摘要: Global supply chain disruptions happen. What we learn from them matters greatly.
▲Credit: Pixabay(來源:informationweek.com)
Businesses have weathered a storm of recent high-profile supply chain disruptions, from a giant cargo ship choking access to the Suez Canal to a pandemic that upended business and life as we once knew them, for a year.
In the face of such upheaval, it is the rare company capable of turning chaos into competitive advantage that prevails. Thanks to the smart use of data and advanced analytics, some organizations are moving beyond basic visibility into inventory levels or customer order status to drive insights they can act on, helping to remediate supply chain complications.
Minimizing Revenue Risk
In March of 2020, a major multinational conglomerate was able to pinpoint exactly where they had material and manufacturing capacity despite the pandemic and subsequent lockdown. This insight allowed the organization to optimize production, ensuring intermediate inventory and finished goods were ready to ship the moment international borders and trade opened back up for business.
Another manufacturer was forced to change components and substitute materials, but they were able to spin data into intelligence to prioritize inventory and cater to high-yield customers.
Both companies substantially minimized their revenue risk related to the Suez Canal debacle.
Optimizing Supply Chain Strategies
While the above companies’ data and analytics initiatives are standouts, too many others are stuck spinning their wheels. Gartner estimates that between 60% to 85% of big data projects fail and it expects a paltry 20% of analytics insights to deliver business outcomes through 2022.
Leveraging data and analytics for supply chain optimization presents several challenges. To do this effectively goes beyond a historical accounting of what occurred to predictive analytics that identifies what-if scenarios and determines the best course of action.
The problem is the preponderance of companies still rely on spreadsheets to do supply chain planning -- 79% according to Ventana Research -- which is hardly predictive and severely limited for optimization strategies. Moreover, supply chain planning with spreadsheets makes for an error-prone process that is difficult to audit, not conducive to collaborative work, and reinforces data silos.
Ditching Data Silos
Data silos are one of the biggest hurdles to supply chain optimization. It is not that companies lack data -- many are drowning in it. It is that the data is heterogeneous, spread out across different systems that aren’t fully connected and don’t speak the same language. This lack of context creates gaps and translation hiccups that make it difficult to get the full picture for smarter data-decision making. According to NewVantage Partners’ 2021 Big Data and AI Executive Survey, only 24% of companies have created a data-driven organization with slightly less than half (48.5%) driving innovation using data and 41.2% competing on analytics.
There is much technical complexity associated with supply chain analytics. Many of these programs have been architected by data analytics experts and data scientists, not the actual business users who understand the challenges and know the questions that need to be asked and answered. The experts responsible for such programs may have moved on, causing them to languish. Without giving business users tools to unearth meaning behind masses of data, it is next to impossible to derive real value out of supply chain optimization tactics.
Future-Proofing the Supply Chain
What must change to make data and analytics an effective tool for optimizing supply chain operations and mitigating risk from the next-up disaster?
1. Empower decision makers.
Ensure the business context is communicated at the reporting stage. If a data scientist or analytics expert tasked with finding insights focuses on the wrong business problem or inaccurately interprets the data, it can have a compounding effect throughout the organization while preventing individual users from making informed decisions. Ignoring this problem, results in data science exercises that don’t deliver any measurable business value.
2. Take a holistic view.
Due to supply chain complexity, looking at one process or task at a time to figure out what’s going to happen next doesn’t tend to work well. A cross-functional, cross-process view is imperative to surfacing the necessary insights. Sales, distribution, manufacturing, and procurement departments must not work in isolation.
3. Look beyond the data.
Too many companies are obsessed with finding ways to grow their data reservoirs, but the real opportunity is not in bigger and better data but capitalizing on insights. Companies need to focus on the questions they want answered or the business problems solved and then backtrack with what data is needed to address the challenge.
The goal should be to achieve more informed decision making. In pursuit of this via an agile and optimized supply chain, the key to effective decision-making lies in insights.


*Task details:* Out of the entries that follow, copy each line containing "Hyadum".

Saved entries
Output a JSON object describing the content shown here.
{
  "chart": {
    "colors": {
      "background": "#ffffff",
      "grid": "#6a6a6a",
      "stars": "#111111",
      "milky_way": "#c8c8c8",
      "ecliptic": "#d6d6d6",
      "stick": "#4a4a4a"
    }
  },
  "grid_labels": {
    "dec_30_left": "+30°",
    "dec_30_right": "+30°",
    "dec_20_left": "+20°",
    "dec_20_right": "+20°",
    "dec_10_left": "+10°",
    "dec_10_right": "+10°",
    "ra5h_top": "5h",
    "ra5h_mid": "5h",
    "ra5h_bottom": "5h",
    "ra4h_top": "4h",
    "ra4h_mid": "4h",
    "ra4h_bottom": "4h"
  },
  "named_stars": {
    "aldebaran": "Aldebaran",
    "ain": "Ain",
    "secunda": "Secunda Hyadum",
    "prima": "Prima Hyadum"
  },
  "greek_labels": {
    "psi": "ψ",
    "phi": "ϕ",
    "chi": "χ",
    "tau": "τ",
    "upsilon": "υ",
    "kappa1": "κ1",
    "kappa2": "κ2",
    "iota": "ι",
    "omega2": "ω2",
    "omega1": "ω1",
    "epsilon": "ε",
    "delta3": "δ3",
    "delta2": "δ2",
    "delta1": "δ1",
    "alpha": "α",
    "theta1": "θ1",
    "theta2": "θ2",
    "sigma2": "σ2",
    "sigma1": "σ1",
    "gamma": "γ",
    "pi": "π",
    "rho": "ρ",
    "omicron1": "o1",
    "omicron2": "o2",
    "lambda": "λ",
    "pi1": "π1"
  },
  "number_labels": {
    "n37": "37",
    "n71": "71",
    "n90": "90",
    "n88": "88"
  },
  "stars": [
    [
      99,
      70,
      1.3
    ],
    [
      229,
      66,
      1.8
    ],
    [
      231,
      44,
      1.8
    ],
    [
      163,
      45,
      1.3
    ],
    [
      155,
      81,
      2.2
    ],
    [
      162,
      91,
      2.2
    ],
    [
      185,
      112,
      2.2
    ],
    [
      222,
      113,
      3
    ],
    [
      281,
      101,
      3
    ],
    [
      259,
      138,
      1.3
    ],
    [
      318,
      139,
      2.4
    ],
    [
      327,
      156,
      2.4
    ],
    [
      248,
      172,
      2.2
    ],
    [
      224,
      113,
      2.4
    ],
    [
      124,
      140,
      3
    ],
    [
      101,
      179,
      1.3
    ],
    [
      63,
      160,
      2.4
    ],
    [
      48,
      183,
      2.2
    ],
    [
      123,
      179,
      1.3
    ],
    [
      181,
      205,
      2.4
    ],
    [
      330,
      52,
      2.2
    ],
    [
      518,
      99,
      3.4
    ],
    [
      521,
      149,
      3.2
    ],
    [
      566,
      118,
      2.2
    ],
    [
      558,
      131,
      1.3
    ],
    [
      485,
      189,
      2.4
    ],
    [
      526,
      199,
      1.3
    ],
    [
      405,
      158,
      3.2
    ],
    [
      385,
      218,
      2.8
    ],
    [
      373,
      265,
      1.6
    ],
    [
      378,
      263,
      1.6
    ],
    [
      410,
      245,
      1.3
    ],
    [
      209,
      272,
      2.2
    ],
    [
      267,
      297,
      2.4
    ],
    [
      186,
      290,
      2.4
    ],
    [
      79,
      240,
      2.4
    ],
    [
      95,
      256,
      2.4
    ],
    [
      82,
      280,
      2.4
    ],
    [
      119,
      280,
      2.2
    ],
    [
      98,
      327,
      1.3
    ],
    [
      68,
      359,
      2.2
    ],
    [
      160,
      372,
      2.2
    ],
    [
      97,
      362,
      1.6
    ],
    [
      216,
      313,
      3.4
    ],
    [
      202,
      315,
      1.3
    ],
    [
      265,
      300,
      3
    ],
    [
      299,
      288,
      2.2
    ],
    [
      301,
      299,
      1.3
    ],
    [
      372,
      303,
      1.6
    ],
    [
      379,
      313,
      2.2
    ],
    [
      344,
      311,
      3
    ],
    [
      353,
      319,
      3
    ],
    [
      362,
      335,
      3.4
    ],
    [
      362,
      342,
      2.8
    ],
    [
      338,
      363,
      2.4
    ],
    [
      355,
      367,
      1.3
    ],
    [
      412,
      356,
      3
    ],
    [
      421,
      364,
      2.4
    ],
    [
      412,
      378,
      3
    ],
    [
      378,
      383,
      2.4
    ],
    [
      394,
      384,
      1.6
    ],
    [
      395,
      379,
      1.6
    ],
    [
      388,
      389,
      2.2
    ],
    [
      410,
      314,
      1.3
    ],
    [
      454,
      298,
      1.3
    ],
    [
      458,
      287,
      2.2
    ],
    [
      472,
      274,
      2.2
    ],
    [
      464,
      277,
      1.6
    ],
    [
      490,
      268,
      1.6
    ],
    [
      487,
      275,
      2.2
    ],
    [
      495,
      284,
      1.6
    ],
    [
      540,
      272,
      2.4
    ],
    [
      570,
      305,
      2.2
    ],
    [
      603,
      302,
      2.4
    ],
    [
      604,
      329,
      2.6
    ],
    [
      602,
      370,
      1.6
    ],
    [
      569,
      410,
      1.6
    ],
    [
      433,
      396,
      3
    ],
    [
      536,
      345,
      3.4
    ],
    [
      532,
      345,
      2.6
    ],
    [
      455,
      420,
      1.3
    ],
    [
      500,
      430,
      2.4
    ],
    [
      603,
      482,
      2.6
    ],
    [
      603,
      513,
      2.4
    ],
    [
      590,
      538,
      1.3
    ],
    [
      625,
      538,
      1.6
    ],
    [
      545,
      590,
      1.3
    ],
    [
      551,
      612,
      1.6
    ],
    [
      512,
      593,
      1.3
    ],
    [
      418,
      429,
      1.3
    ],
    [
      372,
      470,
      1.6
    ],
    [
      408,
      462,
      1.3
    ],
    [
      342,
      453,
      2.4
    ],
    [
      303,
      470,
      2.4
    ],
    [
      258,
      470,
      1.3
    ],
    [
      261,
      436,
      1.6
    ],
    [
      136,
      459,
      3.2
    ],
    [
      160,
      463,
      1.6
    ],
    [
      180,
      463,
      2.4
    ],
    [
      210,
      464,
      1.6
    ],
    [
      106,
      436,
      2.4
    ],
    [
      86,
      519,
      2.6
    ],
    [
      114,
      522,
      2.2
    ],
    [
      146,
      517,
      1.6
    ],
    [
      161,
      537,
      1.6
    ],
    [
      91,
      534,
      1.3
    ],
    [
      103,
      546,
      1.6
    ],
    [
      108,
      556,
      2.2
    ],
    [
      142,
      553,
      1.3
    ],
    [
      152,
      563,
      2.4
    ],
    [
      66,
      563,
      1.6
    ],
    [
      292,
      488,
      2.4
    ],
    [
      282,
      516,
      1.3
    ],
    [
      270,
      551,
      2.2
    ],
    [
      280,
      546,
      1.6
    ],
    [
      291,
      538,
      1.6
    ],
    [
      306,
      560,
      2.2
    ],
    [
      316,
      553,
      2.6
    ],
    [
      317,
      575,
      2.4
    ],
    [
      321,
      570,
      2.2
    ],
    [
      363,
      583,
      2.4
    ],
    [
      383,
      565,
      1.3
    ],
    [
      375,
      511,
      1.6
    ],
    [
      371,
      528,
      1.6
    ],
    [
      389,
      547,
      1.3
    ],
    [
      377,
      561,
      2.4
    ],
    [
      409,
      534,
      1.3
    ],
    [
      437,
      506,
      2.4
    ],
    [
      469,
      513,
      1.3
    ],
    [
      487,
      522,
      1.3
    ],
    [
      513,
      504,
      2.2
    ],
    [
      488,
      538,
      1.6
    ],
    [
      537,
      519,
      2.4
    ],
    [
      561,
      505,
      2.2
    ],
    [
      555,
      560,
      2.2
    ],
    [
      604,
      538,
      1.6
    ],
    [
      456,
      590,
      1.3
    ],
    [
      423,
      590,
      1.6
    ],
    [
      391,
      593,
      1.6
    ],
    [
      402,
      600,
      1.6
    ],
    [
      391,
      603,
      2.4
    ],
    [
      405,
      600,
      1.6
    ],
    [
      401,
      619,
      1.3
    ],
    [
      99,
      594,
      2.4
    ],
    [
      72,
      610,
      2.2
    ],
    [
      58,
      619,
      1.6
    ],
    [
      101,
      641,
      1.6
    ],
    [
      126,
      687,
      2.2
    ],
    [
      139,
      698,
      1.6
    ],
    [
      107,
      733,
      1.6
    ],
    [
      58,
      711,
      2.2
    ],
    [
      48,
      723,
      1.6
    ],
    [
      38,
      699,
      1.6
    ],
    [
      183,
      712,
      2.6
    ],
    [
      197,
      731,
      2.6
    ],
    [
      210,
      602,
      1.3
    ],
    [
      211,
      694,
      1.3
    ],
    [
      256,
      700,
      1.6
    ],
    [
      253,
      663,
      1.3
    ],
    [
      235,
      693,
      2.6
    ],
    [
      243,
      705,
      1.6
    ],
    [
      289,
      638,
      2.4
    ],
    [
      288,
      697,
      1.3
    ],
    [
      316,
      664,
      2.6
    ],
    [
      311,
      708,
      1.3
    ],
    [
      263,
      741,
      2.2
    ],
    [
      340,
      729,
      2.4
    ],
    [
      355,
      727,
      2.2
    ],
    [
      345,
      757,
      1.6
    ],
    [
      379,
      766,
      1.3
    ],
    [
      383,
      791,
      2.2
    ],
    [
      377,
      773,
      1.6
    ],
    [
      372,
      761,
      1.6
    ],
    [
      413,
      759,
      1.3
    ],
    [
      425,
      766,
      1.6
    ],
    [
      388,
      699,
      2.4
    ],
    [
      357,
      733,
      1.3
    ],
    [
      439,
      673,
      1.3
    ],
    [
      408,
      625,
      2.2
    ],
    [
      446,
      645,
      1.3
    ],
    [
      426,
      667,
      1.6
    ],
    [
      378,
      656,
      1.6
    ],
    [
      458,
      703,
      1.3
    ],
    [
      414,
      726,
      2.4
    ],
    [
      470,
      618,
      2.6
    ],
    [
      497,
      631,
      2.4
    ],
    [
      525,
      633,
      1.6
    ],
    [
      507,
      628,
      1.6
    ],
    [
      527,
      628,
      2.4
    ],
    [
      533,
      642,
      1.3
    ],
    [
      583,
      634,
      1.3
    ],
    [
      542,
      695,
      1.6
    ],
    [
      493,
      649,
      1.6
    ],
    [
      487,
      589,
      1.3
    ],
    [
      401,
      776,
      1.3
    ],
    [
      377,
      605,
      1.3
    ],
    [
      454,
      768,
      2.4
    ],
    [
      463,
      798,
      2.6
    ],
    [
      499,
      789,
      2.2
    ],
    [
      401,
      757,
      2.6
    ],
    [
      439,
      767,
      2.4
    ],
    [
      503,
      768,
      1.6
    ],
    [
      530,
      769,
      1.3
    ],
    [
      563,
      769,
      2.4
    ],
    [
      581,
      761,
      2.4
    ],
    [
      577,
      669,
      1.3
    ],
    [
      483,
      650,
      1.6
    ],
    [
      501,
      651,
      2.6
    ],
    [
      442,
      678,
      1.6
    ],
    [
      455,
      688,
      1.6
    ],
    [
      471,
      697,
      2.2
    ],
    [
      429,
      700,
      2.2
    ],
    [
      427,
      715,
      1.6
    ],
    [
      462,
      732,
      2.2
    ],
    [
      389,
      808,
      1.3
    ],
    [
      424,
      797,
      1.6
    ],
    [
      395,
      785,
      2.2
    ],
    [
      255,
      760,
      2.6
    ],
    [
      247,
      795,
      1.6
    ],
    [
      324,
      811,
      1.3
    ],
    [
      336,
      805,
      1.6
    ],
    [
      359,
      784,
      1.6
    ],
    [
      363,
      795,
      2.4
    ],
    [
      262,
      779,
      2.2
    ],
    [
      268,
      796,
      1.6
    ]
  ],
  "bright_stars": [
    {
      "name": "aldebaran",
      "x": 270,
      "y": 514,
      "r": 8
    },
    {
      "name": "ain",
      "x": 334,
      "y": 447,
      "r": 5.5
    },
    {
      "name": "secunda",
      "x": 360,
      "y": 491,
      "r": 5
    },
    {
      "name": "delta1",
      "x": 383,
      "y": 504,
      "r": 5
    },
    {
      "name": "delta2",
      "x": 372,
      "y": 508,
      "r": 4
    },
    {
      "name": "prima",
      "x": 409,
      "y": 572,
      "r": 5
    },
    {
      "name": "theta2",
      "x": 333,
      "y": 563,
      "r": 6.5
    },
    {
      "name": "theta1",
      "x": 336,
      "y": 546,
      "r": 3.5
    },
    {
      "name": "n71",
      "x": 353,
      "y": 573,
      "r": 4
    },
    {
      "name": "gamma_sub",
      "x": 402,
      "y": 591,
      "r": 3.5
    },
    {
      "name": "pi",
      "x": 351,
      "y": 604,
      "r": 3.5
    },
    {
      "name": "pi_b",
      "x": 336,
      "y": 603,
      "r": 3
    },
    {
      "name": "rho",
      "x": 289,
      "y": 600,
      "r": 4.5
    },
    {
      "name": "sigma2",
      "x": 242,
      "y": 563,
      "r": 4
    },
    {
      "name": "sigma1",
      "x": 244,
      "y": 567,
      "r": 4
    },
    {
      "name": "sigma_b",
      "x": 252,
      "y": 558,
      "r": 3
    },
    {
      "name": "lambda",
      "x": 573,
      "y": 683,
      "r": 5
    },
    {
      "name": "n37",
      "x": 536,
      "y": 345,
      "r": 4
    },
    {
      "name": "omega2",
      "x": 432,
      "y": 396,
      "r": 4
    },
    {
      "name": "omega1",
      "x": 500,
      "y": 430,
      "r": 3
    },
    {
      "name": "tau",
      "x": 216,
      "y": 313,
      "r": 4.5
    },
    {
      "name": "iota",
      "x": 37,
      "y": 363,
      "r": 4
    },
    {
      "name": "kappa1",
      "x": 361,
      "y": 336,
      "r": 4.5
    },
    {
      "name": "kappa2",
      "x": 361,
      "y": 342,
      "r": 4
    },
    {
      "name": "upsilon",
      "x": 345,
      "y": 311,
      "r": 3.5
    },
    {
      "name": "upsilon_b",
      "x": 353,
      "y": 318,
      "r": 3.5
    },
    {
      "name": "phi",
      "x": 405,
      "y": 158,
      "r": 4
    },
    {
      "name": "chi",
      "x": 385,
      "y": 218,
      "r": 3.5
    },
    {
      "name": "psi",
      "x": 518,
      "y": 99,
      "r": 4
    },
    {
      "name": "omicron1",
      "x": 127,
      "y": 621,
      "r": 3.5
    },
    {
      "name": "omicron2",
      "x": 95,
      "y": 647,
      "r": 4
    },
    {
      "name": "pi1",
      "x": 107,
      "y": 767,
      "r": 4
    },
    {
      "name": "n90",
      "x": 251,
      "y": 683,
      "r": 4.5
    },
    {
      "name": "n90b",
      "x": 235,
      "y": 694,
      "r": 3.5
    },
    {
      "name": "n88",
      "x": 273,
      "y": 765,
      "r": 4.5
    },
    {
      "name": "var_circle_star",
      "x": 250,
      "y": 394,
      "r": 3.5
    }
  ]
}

==

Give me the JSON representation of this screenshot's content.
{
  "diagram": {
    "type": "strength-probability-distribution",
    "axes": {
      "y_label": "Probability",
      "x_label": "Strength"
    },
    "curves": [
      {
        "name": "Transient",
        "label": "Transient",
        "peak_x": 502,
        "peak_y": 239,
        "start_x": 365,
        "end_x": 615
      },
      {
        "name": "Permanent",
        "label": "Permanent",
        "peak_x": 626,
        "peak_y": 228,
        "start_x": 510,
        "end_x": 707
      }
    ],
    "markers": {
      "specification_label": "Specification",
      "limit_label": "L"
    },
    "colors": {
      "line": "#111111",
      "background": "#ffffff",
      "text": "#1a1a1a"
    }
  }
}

---

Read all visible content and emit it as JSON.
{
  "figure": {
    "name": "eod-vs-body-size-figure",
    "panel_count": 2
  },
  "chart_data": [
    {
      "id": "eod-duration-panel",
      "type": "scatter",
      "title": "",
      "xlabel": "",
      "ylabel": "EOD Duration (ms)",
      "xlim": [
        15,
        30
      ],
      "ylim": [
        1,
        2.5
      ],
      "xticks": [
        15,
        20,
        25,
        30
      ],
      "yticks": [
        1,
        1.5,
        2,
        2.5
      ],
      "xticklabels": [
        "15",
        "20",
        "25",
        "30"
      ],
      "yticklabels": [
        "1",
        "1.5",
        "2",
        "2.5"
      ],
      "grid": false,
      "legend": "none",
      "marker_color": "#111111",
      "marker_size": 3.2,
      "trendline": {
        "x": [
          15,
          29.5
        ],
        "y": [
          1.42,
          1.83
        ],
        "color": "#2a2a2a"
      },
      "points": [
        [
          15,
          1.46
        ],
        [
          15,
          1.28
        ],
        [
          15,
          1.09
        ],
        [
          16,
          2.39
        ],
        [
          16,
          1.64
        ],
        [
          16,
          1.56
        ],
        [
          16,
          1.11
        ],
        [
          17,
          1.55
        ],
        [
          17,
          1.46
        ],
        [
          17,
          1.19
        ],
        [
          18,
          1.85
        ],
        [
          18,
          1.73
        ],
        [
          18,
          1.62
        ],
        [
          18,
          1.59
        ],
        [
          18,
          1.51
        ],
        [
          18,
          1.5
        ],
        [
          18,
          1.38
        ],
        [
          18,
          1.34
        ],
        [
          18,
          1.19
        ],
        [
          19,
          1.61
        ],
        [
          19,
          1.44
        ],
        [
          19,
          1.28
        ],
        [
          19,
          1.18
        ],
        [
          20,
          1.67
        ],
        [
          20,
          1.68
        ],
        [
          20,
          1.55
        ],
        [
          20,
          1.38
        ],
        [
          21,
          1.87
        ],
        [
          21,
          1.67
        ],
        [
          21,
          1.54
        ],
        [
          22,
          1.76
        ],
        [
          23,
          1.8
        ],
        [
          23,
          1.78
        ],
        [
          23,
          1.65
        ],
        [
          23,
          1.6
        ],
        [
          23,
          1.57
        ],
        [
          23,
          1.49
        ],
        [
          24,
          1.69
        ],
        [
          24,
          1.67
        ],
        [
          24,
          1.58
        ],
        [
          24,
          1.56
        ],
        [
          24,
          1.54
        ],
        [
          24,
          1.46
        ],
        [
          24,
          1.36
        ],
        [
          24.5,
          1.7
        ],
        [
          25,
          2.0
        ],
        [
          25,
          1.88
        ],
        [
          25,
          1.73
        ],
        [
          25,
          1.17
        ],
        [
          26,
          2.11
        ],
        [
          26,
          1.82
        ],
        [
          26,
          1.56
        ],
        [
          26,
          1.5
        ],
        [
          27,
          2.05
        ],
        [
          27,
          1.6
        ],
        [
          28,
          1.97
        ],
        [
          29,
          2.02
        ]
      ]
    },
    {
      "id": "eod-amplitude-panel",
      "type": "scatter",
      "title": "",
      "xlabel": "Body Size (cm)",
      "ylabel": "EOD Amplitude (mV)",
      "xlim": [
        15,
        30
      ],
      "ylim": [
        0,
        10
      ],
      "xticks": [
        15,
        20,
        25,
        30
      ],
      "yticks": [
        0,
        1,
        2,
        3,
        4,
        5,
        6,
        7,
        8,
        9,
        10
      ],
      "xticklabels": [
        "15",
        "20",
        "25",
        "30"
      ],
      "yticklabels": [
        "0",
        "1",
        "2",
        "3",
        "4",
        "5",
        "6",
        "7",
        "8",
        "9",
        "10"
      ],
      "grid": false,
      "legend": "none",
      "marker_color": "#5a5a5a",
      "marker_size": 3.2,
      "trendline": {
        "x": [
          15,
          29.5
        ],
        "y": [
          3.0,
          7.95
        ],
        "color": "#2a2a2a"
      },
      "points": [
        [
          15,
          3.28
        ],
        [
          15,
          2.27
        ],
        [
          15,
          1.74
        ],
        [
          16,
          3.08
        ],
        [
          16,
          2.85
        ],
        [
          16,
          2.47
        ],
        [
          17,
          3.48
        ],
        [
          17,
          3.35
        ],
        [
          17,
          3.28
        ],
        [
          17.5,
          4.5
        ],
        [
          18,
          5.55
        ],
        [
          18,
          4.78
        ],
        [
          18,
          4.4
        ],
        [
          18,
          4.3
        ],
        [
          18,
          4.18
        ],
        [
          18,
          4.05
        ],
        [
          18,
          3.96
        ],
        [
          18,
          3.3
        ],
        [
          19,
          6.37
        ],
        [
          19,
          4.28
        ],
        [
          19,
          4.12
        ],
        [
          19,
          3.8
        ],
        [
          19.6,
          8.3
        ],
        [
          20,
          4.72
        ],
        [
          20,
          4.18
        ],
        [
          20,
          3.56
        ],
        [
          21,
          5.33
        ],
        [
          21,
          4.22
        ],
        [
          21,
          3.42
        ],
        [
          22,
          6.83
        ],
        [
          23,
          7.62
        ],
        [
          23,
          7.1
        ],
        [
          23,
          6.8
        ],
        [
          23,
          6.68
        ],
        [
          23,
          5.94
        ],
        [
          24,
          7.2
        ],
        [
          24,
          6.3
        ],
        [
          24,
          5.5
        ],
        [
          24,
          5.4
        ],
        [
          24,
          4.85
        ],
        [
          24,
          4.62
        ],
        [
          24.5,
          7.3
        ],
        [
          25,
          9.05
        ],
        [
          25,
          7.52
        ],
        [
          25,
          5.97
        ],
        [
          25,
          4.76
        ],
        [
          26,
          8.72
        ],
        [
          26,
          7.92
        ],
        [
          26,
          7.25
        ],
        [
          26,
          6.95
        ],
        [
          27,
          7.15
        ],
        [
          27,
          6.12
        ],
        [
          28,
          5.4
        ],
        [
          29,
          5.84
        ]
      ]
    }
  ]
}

*Response to the task:*
    "secunda": "Secunda Hyadum",
    "prima": "Prima Hyadum"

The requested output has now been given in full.